Earlier this week the NY Times reported that Google filed a complaint with the Department of Justice about Microsoft’s desktop search. At a time when Google is under scrutiny in the EU for privacy practices, censorship in China, and has potential antitrust issues of its own with the recent DoubleClick acquisition, this complaint is politically precarious.
But the complaint hits on a broader public policy point: will antitrust regulation put the heat on tech companies that innovate by integrating?
That’s the subject of my new paper along with co-author
Steve DelBianco. In Consumer Demand Drives Innovation and Integration in Desktop Computing, we examine the competition policy concerns raised by the
on-demand desktop, and the danger that overzealous regulators could constrain
the future of Web2.0.
Feature integration is an essential way to improve products
and motivate existing consumers to upgrade. Traditional desktop vendors like
Microsoft and Apple usually spend several years integrating new features into
major releases of their operating systems and applications. Even a core Linux distribution like Debian
manages only about one release each year. Consumers often prefer a bundled
product that provides more value for the money, and the software industry
typically responds by combining services in a suite of applications.
But ubiquitous broadband Internet connectivity will revolutionize
integration innovation. Just look at Google’s on-demand desktop.
Today’s desktop leader—Microsoft—competes with Apple and
with Linux-based desktops distributed by companies like Novell/SuSE and Ubuntu,
who allow users to download their free software. However, all three of these
desktop models are facing a competitive threat from on-demand desktops that may
be free (supported by ads) or paid for through yet-to-be determined pricing
schemes.
The early leader in integrated on-demand desktops is Google,
whose ever-expanding website offers a la carte tools in the Google Pack, or
hosted services as part of Google Apps. Yet Google contends that the built-in
search feature of Windows Vista is anticompetitive, not because you can’t set Google’s
Desktop Search as your default (you can), but because Microsoft’s search indexer can’t be
turned off.
But in the on-demand world, Google’s search software is always on, too. At least, it’s always available wherever there’s an Internet connection.
In its 2001 consent decree with Microsoft, the
Justice Department created a virtual "drive-thru window" for filing antitrust complaints against Microsoft. But as one
journalist put it in an eWeek article, this is "competition by
litigation." Even more to the point, it’s competition by getting the states and federal government to litigate and regulate.
Instead of fighting fire with fire, by lobbing antitrust
grenades Google risks a regulatory inferno.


• _Your goal_
The entries are to be repeated exactly, with all pictures omitted.

# # # # #

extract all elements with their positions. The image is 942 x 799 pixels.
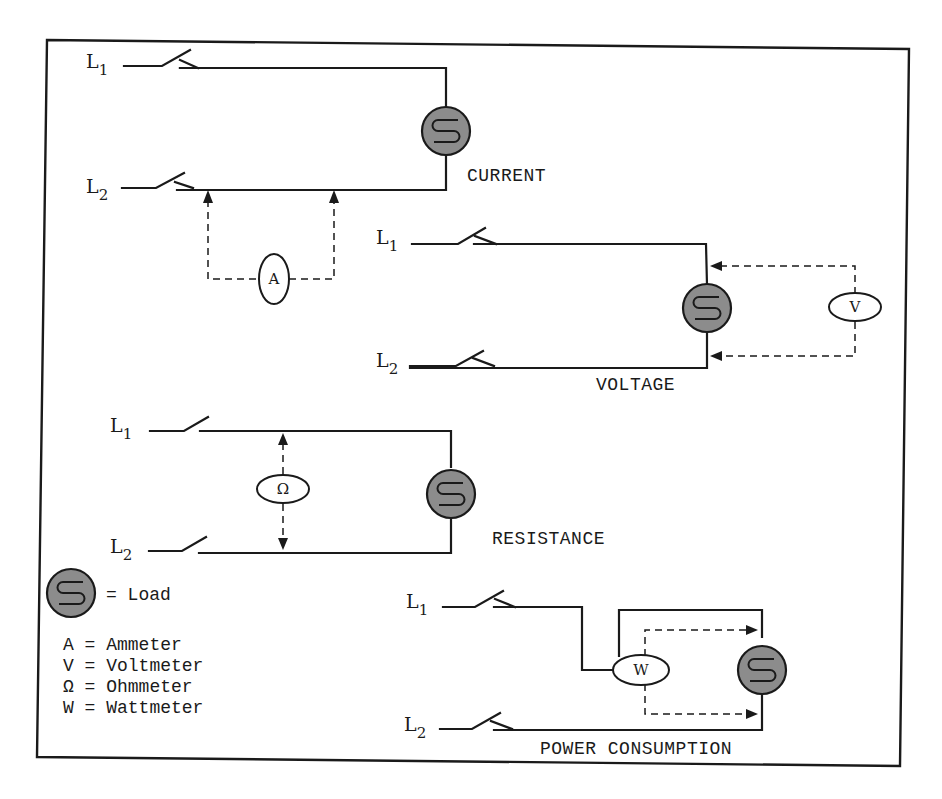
load-icon bbox=[427, 470, 475, 518]
load-icon bbox=[683, 284, 731, 332]
legend-load: = Load bbox=[106, 585, 171, 605]
current-caption: CURRENT bbox=[467, 166, 546, 186]
legend-wattmeter: W = Wattmeter bbox=[63, 698, 203, 718]
load-icon bbox=[47, 569, 95, 617]
l2-label: L2 bbox=[376, 349, 398, 378]
l1-label: L1 bbox=[86, 50, 108, 79]
ohmmeter-symbol: Ω bbox=[277, 480, 289, 498]
legend-ammeter: A = Ammeter bbox=[63, 635, 182, 655]
l1-label: L1 bbox=[110, 414, 132, 443]
legend-voltmeter: V = Voltmeter bbox=[63, 656, 203, 676]
l2-label: L2 bbox=[86, 175, 108, 204]
l1-label: L1 bbox=[376, 226, 398, 255]
power-caption: POWER CONSUMPTION bbox=[540, 739, 732, 759]
load-icon bbox=[738, 646, 786, 694]
resistance-circuit: L1 L2 Ω RESISTANCE bbox=[110, 414, 605, 564]
voltmeter-symbol: V bbox=[849, 298, 862, 316]
electrical-measurement-diagram: L1 L2 A CURRENT L1 L2 V VOLTAGE bbox=[0, 0, 942, 799]
legend-ohmmeter: Ω = Ohmmeter bbox=[63, 677, 193, 697]
resistance-caption: RESISTANCE bbox=[492, 529, 605, 549]
l2-label: L2 bbox=[404, 713, 426, 742]
l2-label: L2 bbox=[110, 535, 132, 564]
ammeter-symbol: A bbox=[268, 270, 280, 288]
legend: = Load A = Ammeter V = Voltmeter Ω = Ohm… bbox=[47, 569, 203, 718]
l1-label: L1 bbox=[406, 590, 428, 619]
current-circuit: L1 L2 A CURRENT bbox=[86, 50, 546, 304]
load-icon bbox=[422, 107, 470, 155]
voltage-circuit: L1 L2 V VOLTAGE bbox=[376, 226, 881, 395]
voltage-caption: VOLTAGE bbox=[596, 375, 675, 395]
wattmeter-symbol: W bbox=[633, 661, 649, 679]
power-circuit: L1 L2 W POWER CONSUMPTION bbox=[404, 590, 786, 759]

# # # # #

• _Solution to the exercise_
extract all elements with their positions. The image is 942 x 799 pixels.
load-icon bbox=[427, 470, 475, 518]
load-icon bbox=[683, 284, 731, 332]
legend-load: = Load bbox=[106, 585, 171, 605]
current-caption: CURRENT bbox=[467, 166, 546, 186]
legend-wattmeter: W = Wattmeter bbox=[63, 698, 203, 718]
load-icon bbox=[47, 569, 95, 617]
l2-label: L2 bbox=[376, 349, 398, 378]
l1-label: L1 bbox=[86, 50, 108, 79]
ohmmeter-symbol: Ω bbox=[277, 480, 289, 498]
legend-ammeter: A = Ammeter bbox=[63, 635, 182, 655]
l1-label: L1 bbox=[110, 414, 132, 443]
legend-voltmeter: V = Voltmeter bbox=[63, 656, 203, 676]
l2-label: L2 bbox=[86, 175, 108, 204]
l1-label: L1 bbox=[376, 226, 398, 255]
power-caption: POWER CONSUMPTION bbox=[540, 739, 732, 759]
load-icon bbox=[738, 646, 786, 694]
resistance-circuit: L1 L2 Ω RESISTANCE bbox=[110, 414, 605, 564]
voltmeter-symbol: V bbox=[849, 298, 862, 316]
electrical-measurement-diagram: L1 L2 A CURRENT L1 L2 V VOLTAGE bbox=[0, 0, 942, 799]
legend-ohmmeter: Ω = Ohmmeter bbox=[63, 677, 193, 697]
resistance-caption: RESISTANCE bbox=[492, 529, 605, 549]
l2-label: L2 bbox=[404, 713, 426, 742]
l2-label: L2 bbox=[110, 535, 132, 564]
ammeter-symbol: A bbox=[268, 270, 280, 288]
legend: = Load A = Ammeter V = Voltmeter Ω = Ohm… bbox=[47, 569, 203, 718]
l1-label: L1 bbox=[406, 590, 428, 619]
current-circuit: L1 L2 A CURRENT bbox=[86, 50, 546, 304]
load-icon bbox=[422, 107, 470, 155]
voltage-circuit: L1 L2 V VOLTAGE bbox=[376, 226, 881, 395]
voltage-caption: VOLTAGE bbox=[596, 375, 675, 395]
wattmeter-symbol: W bbox=[633, 661, 649, 679]
power-circuit: L1 L2 W POWER CONSUMPTION bbox=[404, 590, 786, 759]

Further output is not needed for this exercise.